There was a warmth of geniality about him that was absent from her uncle Frederick and her grandfather, and she had decided that if she was to have any friend amongst her kinsfolk, her uncle Laurence would be that friend. She was sure that her father, whom she barely knew, had been most like him. It was not far to Minster Court, and they directed their steps that way.
And he knew that: and with the strange self-contradiction of human nature, he soothed his own conscience by the thought that he loved her still; and that, therefore somehow or other, he cared not to make out how he had done her no wrong. Then he blustered again, for the benefit of his men. He would teach these monks of Crowland a lesson. He would burn the minster over their heads.
The town dates from the year 870, when the first cathedral minster was built by the order of one of the British chieftains. The present magnificent structure was completed in 1237, and so far as appearance is concerned, now stands almost as it left the builder's hands. It is without tower or spire of considerable height and somewhat disappointing when viewed from the exterior.

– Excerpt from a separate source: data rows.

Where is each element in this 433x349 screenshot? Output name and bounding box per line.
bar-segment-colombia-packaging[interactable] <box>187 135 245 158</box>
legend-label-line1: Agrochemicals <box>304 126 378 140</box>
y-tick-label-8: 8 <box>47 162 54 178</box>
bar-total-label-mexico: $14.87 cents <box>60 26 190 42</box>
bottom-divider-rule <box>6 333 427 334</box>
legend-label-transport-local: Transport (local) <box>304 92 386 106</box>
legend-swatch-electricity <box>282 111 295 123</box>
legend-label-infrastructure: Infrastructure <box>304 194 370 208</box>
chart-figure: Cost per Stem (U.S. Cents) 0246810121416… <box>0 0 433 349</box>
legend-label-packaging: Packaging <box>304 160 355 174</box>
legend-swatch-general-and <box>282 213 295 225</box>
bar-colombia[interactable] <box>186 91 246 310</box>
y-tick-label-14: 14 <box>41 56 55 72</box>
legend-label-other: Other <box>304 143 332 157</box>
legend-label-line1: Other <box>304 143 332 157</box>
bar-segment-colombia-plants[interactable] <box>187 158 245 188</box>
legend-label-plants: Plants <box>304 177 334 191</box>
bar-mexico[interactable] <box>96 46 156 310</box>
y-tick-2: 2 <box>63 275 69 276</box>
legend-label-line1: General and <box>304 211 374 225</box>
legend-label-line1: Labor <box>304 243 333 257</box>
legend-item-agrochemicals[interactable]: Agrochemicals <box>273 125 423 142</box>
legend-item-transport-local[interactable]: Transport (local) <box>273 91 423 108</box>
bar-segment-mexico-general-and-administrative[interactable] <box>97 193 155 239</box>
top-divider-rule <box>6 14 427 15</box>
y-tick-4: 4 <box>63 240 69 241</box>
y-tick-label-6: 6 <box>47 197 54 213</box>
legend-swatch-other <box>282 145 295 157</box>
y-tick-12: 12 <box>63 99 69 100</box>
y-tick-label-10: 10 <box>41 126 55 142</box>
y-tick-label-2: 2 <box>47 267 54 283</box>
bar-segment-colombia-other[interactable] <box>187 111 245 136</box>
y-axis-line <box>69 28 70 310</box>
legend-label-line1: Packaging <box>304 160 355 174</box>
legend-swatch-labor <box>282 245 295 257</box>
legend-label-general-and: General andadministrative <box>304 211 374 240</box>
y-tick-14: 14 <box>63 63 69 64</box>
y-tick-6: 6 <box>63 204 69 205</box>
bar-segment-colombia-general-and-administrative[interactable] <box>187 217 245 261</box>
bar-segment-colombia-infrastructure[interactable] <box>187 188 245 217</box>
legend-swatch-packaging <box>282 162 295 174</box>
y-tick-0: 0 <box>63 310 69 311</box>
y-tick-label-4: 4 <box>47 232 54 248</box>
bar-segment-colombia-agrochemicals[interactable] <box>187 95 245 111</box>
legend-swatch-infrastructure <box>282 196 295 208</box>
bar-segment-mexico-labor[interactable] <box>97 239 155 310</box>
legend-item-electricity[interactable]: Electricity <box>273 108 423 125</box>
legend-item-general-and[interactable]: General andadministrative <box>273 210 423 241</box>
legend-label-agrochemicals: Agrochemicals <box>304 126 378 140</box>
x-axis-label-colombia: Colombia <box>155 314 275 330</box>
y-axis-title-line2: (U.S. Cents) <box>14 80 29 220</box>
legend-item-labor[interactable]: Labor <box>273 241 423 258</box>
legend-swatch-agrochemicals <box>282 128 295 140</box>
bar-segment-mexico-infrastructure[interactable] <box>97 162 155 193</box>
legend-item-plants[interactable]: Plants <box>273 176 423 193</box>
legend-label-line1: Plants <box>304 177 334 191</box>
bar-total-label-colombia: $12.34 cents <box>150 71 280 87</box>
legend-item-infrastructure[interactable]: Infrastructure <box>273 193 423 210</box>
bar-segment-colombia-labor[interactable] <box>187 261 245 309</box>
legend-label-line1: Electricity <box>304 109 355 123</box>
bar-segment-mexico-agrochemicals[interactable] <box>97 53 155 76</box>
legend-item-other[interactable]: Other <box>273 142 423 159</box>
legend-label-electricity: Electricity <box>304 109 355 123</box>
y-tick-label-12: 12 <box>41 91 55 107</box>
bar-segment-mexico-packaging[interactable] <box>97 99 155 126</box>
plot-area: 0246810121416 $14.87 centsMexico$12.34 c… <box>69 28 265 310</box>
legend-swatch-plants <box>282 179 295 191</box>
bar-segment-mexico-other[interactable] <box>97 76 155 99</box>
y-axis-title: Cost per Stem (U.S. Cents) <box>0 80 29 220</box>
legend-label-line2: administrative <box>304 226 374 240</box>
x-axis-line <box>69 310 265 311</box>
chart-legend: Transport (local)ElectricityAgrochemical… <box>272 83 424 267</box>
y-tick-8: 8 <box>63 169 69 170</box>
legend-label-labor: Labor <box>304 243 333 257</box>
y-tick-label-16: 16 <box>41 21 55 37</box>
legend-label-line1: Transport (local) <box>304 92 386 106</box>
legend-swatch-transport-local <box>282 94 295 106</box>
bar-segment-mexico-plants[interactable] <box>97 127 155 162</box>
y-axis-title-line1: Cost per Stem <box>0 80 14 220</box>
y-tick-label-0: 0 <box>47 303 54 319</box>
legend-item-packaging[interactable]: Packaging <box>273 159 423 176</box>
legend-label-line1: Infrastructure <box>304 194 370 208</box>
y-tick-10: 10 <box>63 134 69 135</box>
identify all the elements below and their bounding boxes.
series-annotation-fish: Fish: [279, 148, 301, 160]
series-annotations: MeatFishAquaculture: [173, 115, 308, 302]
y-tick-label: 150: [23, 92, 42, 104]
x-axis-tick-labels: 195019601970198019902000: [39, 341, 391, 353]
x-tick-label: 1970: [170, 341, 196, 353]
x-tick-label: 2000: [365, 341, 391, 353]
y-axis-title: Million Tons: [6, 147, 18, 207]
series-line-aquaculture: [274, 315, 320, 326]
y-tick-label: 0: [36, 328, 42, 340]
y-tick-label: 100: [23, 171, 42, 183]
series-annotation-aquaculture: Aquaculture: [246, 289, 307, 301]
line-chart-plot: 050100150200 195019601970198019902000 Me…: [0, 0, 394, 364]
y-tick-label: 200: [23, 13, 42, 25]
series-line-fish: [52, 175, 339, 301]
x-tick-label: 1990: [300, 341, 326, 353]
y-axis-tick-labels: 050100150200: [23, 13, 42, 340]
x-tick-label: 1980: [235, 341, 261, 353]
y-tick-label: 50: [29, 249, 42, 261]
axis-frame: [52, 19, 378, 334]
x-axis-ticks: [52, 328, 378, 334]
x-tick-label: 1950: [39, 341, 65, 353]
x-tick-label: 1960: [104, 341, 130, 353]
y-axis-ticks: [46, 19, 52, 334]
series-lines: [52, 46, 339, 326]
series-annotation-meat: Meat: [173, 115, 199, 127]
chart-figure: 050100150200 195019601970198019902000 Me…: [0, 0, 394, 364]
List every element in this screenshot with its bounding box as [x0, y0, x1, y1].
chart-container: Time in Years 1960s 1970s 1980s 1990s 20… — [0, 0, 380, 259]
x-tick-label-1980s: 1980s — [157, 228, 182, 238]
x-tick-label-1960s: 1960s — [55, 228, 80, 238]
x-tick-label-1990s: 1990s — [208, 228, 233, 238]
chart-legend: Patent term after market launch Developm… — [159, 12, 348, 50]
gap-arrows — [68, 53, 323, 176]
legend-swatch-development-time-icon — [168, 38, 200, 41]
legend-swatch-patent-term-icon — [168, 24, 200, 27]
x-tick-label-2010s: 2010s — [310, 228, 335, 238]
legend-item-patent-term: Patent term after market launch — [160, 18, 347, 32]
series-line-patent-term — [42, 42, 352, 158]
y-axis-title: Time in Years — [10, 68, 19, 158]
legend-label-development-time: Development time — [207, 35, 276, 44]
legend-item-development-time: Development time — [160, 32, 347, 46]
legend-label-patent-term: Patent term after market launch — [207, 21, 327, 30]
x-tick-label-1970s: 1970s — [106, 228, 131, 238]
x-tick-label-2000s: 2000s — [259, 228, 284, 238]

We are just sufficiently elevated to see the opalescent form of the Minster, with its graceful towers rising above the more distant roofs, and close at hand the pinnacled tower of St. Mary's showing behind a mass of dark trees.
Of the old prebendal houses some had been sold, or let; others, perhaps, were occupied by the Prebendaries of the new foundation. In 1629 the ancient Palace, which stood to the north of the minster and west of the Deanery, was turned into a poor-house. A few years later he was to pass through again, a captive on his way to Holmby House.
At the end of the twelfth century the minster was utterly unlike the present building. Except in the crypt, and in certain parts of the nave and tower not visible to the casual observer, there are no vestiges of the work of the earlier builders. There is now no Norman work to be seen in the minster itself, and in 1200, nave, choir, transepts, and towers were all Norman.
The plainer style of the north side was perhaps owing to the fact that a great part of it was concealed by the archbishop's palace, yet at the present day it is certainly more beautiful than the south. It closely resembles the exterior of the beautiful nave of Beverley Minster, and for simplicity and delicacy of design could hardly be surpassed.
The Prince was clad in gorgeous armor, and on the cloak flung around his shoulders jewels were seen to sparkle in the sunlight, jewels made fast with gold embroidery worked by the white hands of the Queen and her fair damsels. In games and merry pastimes the hours of the day sped fast away, until the great bell of the Minster pealed, calling the gay company to the house of God for evensong.
Then with Sir Lionel and Sir Bors he returned to the court, and found all gone to the minster to hear service. When they came into the banquet-hall each knight and baron found his name written in some seat in letters of gold, as "here ought to sit Sir Lionel," "here ought to sit Sir Gawain," and so forth.